Another long-term desirable way for developers to "game the system" is to write and update documentation, write tests to back up their features, and/or avoid deprecated behaviors that management has determined are ill suited to the repo's health. GitClear allows managers to incentivize all of these behaviors through Diff Delta multipliers:


The Diff Delta multiplier we use for documentation is 2.5, whereas most code is valued at 1.0

The GitClear team ascribes 2.5x as much value to each line of documentation that is meaningfully changed (not just moved, or deleted and re-added), since we have learned through experience that updated documentation is key to helping new developers onboard rapidly. Likewise, Diff Delta incentivizes tests for similar reasons. Any team can choose what sort of code they want to see more or less of, and tilt their team's own Diff Delta toward that preference.


If you want to see more React components, more devops config files, or any other sort of target that engineering execs have deemed prudent, applying a multiplier in Code Domain settings allows that to be incentivized.


link3. Avoid empty days

Before a developer can game specific targets like the above, the first incentive they need to experience is the incentive to show up and be focused on their task.
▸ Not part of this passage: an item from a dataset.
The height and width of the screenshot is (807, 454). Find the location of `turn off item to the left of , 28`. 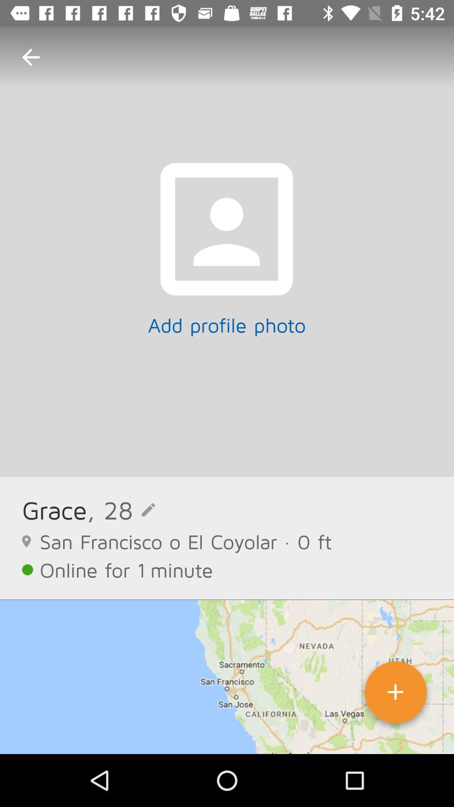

Since Diff Delta is a metric that empirically correlates with developer effort, the best way to start "gaming the metric" is to put in a sustained effort, day after day. As a developer reviews and considers their past history, they can begin to spot patterns in the forces at play when a day passes with no commits.


linkIf your team is going to game a metric, have them pick one that promotes long-term health

When a metric is measuring what you or your organization aspires to accomplish, like happier customers, less bugs, and faster release cycles, pick a metric that leads to more of those outcomes. When an engineering managers helps their team optimize over a long time horizon, having shared, transparent measurement that can group together the "95th percentile weeks" allows each developer to identify the meta-patterns that fueled their most fertile creative and productive phases.